While it may make sense in the field, for Crane this approach could be hazardous to her results and to her career. The technical details for delivering clean water are simple and even ancient, thus the engineering and social challenges of finding ways to incorporate these technologies within various cultures can often be overlooked. Too many academic engineers might look at Crane’s work and not appreciate the challenge or the point, says Silliman. Instead they ask: Where’s the math? The science? “[They] forget that engineering is applied science in the service of humanity,” he chides.

Crane recognizes the dilemma, but for her Adourékoman comes first. She loves the culture, where children get to stay up late and play just to celebrate the full moon. She loves that a stick and an old tire can be the best of toys. “The sun goes down, I have to stop working.”

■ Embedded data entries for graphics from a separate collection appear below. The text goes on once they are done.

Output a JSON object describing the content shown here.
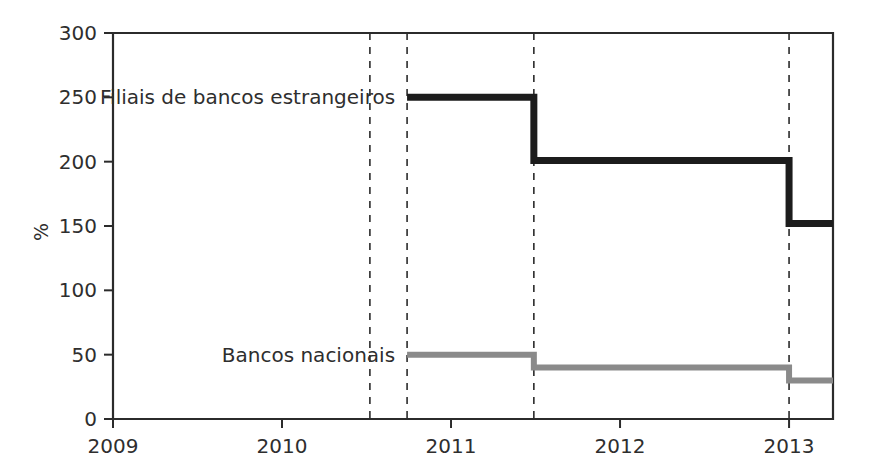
{
  "chart_data": {
    "type": "line",
    "subtype": "step-post",
    "title": "",
    "xlabel": "",
    "ylabel": "%",
    "xlim": [
      2009,
      2013.26
    ],
    "ylim": [
      0,
      300
    ],
    "grid": false,
    "legend_position": "inline-labels",
    "x_ticks": [
      2009,
      2010,
      2011,
      2012,
      2013
    ],
    "x_tick_labels": [
      "2009",
      "2010",
      "2011",
      "2012",
      "2013"
    ],
    "y_ticks": [
      0,
      50,
      100,
      150,
      200,
      250,
      300
    ],
    "y_tick_labels": [
      "0",
      "50",
      "100",
      "150",
      "200",
      "250",
      "300"
    ],
    "annotations": {
      "dashed_verticals": [
        2010.52,
        2010.74,
        2011.49,
        2013.0
      ]
    },
    "series": [
      {
        "name": "Filiais de bancos estrangeiros",
        "color": "#1c1c1c",
        "stroke_width": 7,
        "label_x": 2010.74,
        "label_y": 250,
        "points": [
          {
            "x": 2010.74,
            "y": 250
          },
          {
            "x": 2011.49,
            "y": 250
          },
          {
            "x": 2011.49,
            "y": 201
          },
          {
            "x": 2013.0,
            "y": 201
          },
          {
            "x": 2013.0,
            "y": 152
          },
          {
            "x": 2013.26,
            "y": 152
          }
        ]
      },
      {
        "name": "Bancos nacionais",
        "color": "#8a8a8a",
        "stroke_width": 6,
        "label_x": 2010.74,
        "label_y": 50,
        "points": [
          {
            "x": 2010.74,
            "y": 50
          },
          {
            "x": 2011.49,
            "y": 50
          },
          {
            "x": 2011.49,
            "y": 40
          },
          {
            "x": 2013.0,
            "y": 40
          },
          {
            "x": 2013.0,
            "y": 30
          },
          {
            "x": 2013.26,
            "y": 30
          }
        ]
      }
    ]
  },
  "plot_area": {
    "left": 113,
    "right": 833,
    "top": 33,
    "bottom": 419
  },
  "labels": {
    "y_axis_title": "%",
    "series_one": "Filiais de bancos estrangeiros",
    "series_two": "Bancos nacionais"
  }
}
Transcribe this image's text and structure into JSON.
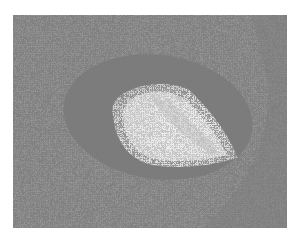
{
  "image": {
    "description": "Grayscale histology micrograph: vessel lumen surrounded by thick eosinophilic wall within densely cellular tissue",
    "alt": "Histology micrograph of a blood vessel cross-section",
    "colors": {
      "background": "#ffffff",
      "tissue": "#8e8e8e",
      "vessel_wall": "#7a7a7a",
      "lumen": "#e4e4e4",
      "nuclei": "#3a3a3a"
    }
  }
}
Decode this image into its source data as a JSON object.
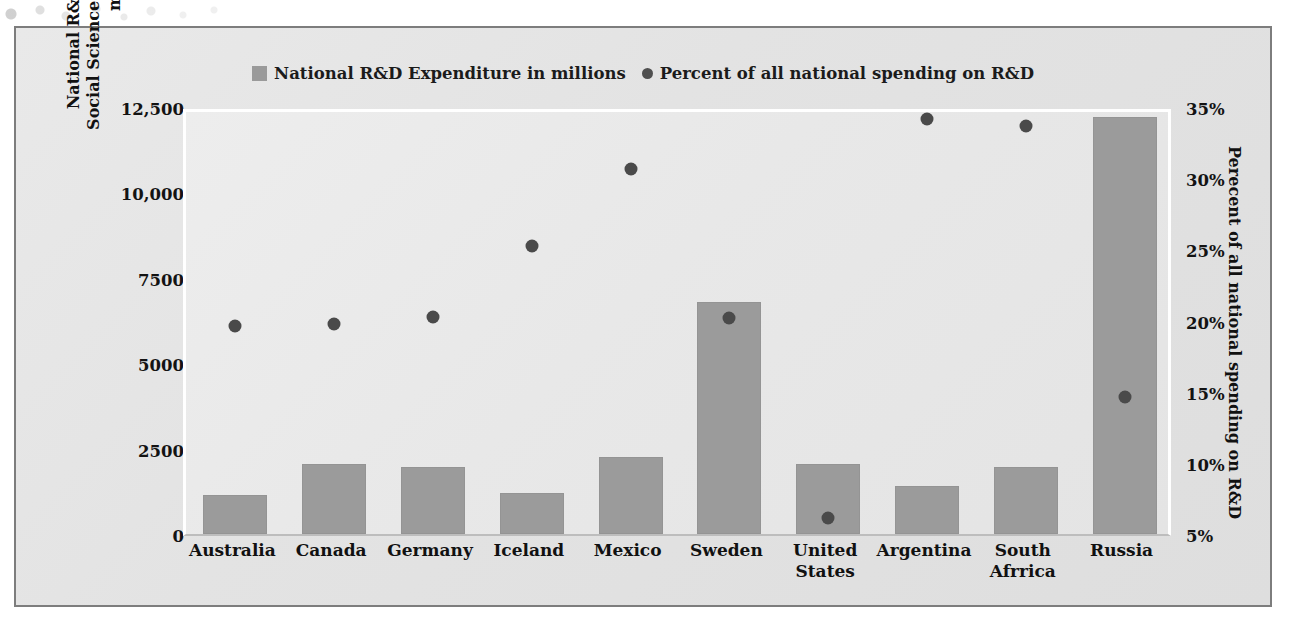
{
  "legend": {
    "items": [
      {
        "label": "National R&D Expenditure in millions",
        "marker": "square-swatch-icon",
        "color": "#9a9a9a"
      },
      {
        "label": "Percent of all national spending on R&D",
        "marker": "circle-dot-icon",
        "color": "#4f4f4f"
      }
    ]
  },
  "axes": {
    "left_title": "National R&D Expenditures on Social Sciences and Humanities (in millions)",
    "right_title": "Perecent of all national spending on R&D",
    "left_ticks": [
      "12,500",
      "10,000",
      "7500",
      "5000",
      "2500",
      "0"
    ],
    "right_ticks": [
      "35%",
      "30%",
      "25%",
      "20%",
      "15%",
      "10%",
      "5%"
    ]
  },
  "chart_data": {
    "type": "bar",
    "title": "",
    "xlabel": "",
    "ylabel": "National R&D Expenditures on Social Sciences and Humanities (in millions)",
    "y2label": "Perecent of all national spending on R&D",
    "categories": [
      "Australia",
      "Canada",
      "Germany",
      "Iceland",
      "Mexico",
      "Sweden",
      "United States",
      "Argentina",
      "South Afrrica",
      "Russia"
    ],
    "series": [
      {
        "name": "National R&D Expenditure in millions",
        "type": "bar",
        "axis": "left",
        "color": "#9b9b9b",
        "values": [
          1150,
          2050,
          1950,
          1200,
          2250,
          6800,
          2050,
          1400,
          1950,
          12200
        ]
      },
      {
        "name": "Percent of all national spending on R&D",
        "type": "scatter",
        "axis": "right",
        "color": "#4a4a4a",
        "values": [
          20.0,
          20.1,
          20.6,
          25.6,
          31.0,
          20.5,
          6.5,
          34.5,
          34.0,
          15.0
        ]
      }
    ],
    "ylim": [
      0,
      12500
    ],
    "y2lim": [
      5,
      35
    ],
    "grid": false,
    "legend_position": "top"
  }
}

But she also knows that change is coming, and it is not hers to orchestrate. Electricity is just over the horizon. Eventually the town may want to install pipes to deliver water to houses. Crane knows from her research that this kind of change could fundamentally alter community dynamics. Wells are gathering places where news is exchanged and relationships built. “I’m not going to be the one that says no” to putting in pipes, she says.

Building foundations

Back at Cotonou, on the final day of his three-week tour in Benin, Silliman still has work to do. A geoprobe has made it through customs, and the simple hand-driven shaft should allow the water at the bottom of the back-filled well in Adourékoman to be sampled. While that sampling will have to wait until Silliman’s return next season, for the interim it can be used elsewhere. Direction de l’Hydraulique has an industrial contamination problem here in Cotonou, and the probe is perfect for driving through the sandy soil. It’s another opportunity to build local knowledge, and Felix Azonsi, head of water resources for DH, shows up for the demonstration. Each time the probe is used, however, it drops a tip, and they discuss the potential to have the simple part made locally.

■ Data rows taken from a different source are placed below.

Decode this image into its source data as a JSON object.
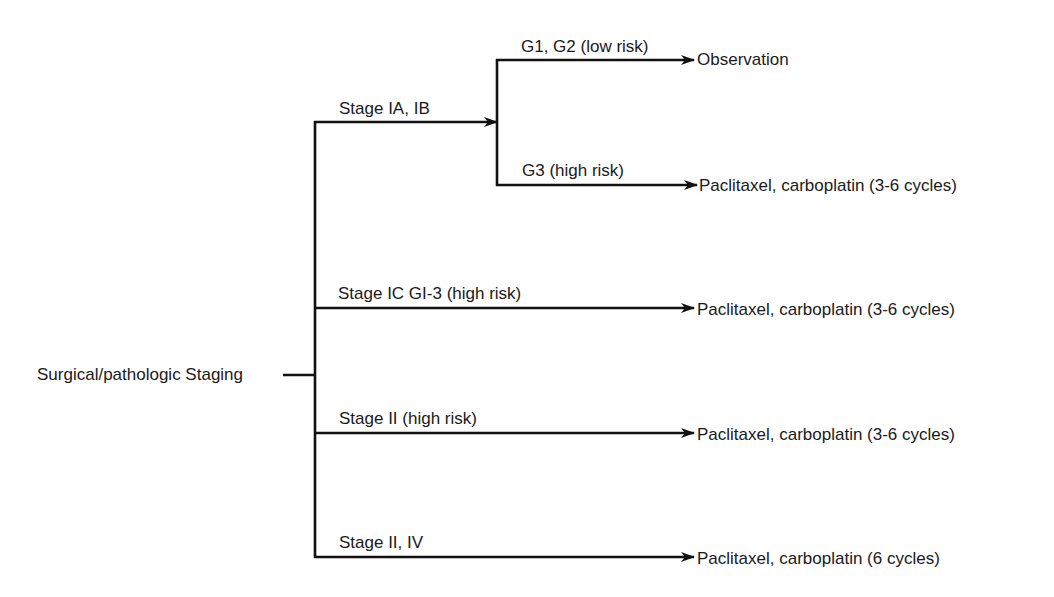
{
  "diagram": {
    "type": "treatment-decision-tree",
    "root": {
      "label": "Surgical/pathologic Staging"
    },
    "branches": [
      {
        "label": "Stage IA, IB",
        "children": [
          {
            "label": "G1, G2 (low risk)",
            "outcome": "Observation"
          },
          {
            "label": "G3 (high risk)",
            "outcome": "Paclitaxel, carboplatin (3-6 cycles)"
          }
        ]
      },
      {
        "label": "Stage IC GI-3 (high risk)",
        "outcome": "Paclitaxel, carboplatin (3-6 cycles)"
      },
      {
        "label": "Stage II (high risk)",
        "outcome": "Paclitaxel, carboplatin (3-6 cycles)"
      },
      {
        "label": "Stage II, IV",
        "outcome": "Paclitaxel, carboplatin (6 cycles)"
      }
    ]
  },
  "colors": {
    "line": "#111111",
    "text": "#1a1a1a",
    "background": "#ffffff"
  }
}
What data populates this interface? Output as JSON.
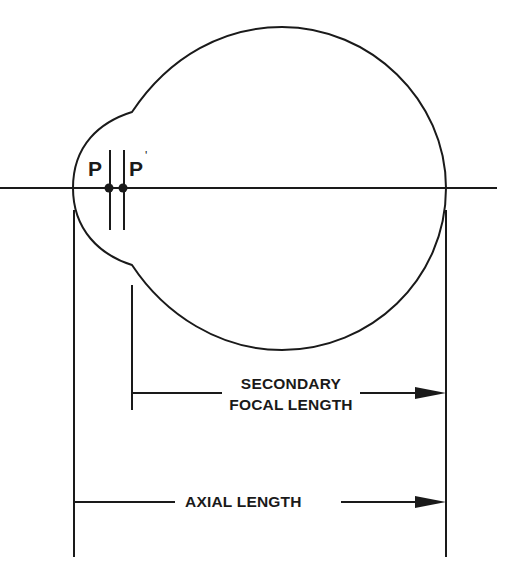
{
  "diagram": {
    "colors": {
      "stroke": "#1a1a1a",
      "background": "#ffffff"
    },
    "points": {
      "principal_point_1": "P",
      "principal_point_2": "P",
      "principal_point_2_prime": "'"
    },
    "labels": {
      "secondary_focal_length_line1": "SECONDARY",
      "secondary_focal_length_line2": "FOCAL LENGTH",
      "axial_length": "AXIAL LENGTH"
    }
  }
}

Afterward Silliman goes over a research paper by Tchomi-Kandi Mondja. Then he has a final meeting with Davidson and Hochstetler, who are staying in Cotonou for another month. They will continue to build the foundations of a working model of Cotonou’s groundwater, along with Boukari and two of his students: Mondja and Salifou Oroupete. They will spend the next year collaborating over the Internet to complete it.

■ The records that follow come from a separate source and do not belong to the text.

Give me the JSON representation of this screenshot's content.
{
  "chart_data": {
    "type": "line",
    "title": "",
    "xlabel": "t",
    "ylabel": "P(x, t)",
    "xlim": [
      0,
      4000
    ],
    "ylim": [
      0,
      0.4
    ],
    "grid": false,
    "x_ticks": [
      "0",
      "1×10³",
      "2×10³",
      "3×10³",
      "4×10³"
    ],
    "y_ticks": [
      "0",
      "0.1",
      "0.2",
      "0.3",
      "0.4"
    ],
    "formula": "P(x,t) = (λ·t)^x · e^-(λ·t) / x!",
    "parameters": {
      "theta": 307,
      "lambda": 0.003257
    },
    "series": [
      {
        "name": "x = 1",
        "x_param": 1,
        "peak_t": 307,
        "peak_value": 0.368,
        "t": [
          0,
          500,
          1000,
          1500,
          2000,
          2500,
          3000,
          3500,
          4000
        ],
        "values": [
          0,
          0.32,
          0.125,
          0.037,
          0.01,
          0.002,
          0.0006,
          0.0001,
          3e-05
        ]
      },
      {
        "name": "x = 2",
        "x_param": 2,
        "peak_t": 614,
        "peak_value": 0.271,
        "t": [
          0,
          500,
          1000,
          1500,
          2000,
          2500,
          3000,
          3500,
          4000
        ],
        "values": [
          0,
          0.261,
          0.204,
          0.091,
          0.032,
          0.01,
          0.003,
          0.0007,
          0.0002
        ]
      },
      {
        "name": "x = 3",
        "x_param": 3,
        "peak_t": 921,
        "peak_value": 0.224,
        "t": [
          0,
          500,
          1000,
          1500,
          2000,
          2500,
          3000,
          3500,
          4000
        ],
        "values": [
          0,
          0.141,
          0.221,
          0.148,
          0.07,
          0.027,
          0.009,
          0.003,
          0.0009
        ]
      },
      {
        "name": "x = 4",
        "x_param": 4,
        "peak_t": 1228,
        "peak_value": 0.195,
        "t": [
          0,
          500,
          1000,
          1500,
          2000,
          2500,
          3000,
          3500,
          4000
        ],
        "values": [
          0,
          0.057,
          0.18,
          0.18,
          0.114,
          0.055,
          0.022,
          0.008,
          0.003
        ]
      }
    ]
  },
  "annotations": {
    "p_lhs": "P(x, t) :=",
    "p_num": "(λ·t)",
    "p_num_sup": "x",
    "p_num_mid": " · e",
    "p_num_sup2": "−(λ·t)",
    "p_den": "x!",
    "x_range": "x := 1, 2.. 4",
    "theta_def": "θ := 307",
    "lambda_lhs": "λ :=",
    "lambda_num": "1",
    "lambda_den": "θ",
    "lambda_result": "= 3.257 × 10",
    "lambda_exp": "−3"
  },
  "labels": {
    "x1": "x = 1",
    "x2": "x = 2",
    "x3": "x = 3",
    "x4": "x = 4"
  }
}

It’s just one of many loose ends. With Crane in Adourékoman are two more ND students and a recent graduate. Rachel Cota is overseeing an educational exchange between the Adourékoman school and an elementary school in Indiana. Sarah Runger will continue the particle sampling and help expand the nitrate-sampling program to three new villages. And Caitlin Rackish ’05 will stay on for a full year as an anthropologist, studying the local culture to determine whether “these crazy engineers” have caused any unforeseen local problems with their fancy-equipment, single-minded research.

Silliman has never left this many students behind before, and he’s clearly a little stressed by what he cannot control. Despite his well-stamped passport, he’s not the most relaxed traveler. He’s got the mechanics down: He knows every possible way not to drink the water. He knows how to outfit himself, how to handle an emergency, how not to get mugged on the beach. But despite the brown felt fedora, he’s also not got the knockabout social instincts of a professional nomad. He’s just a civil engineer with groundwater in his veins and a piece of this tiny nation growing big in his heart. “I have learned far more from my colleagues in Benin than they have learned from me,” he concludes.

His friend and colleague Boukari sees signs both good and bad as he surveys his growing nation. The new president is good, and democracy seems to be working. But he does worry about the cultural degradation that development brings and says the government doesn’t plan well enough. If we don’t take precautions now, water will be a source of war, he warns.

Boukari, for one, is thankful for Silliman’s style of derring-do. He understands what we are doing, he says. If vision is clear, with small money it is possible to make big things.

Erik Ness writes about science and the environment from his home in Madison, Wisconsin.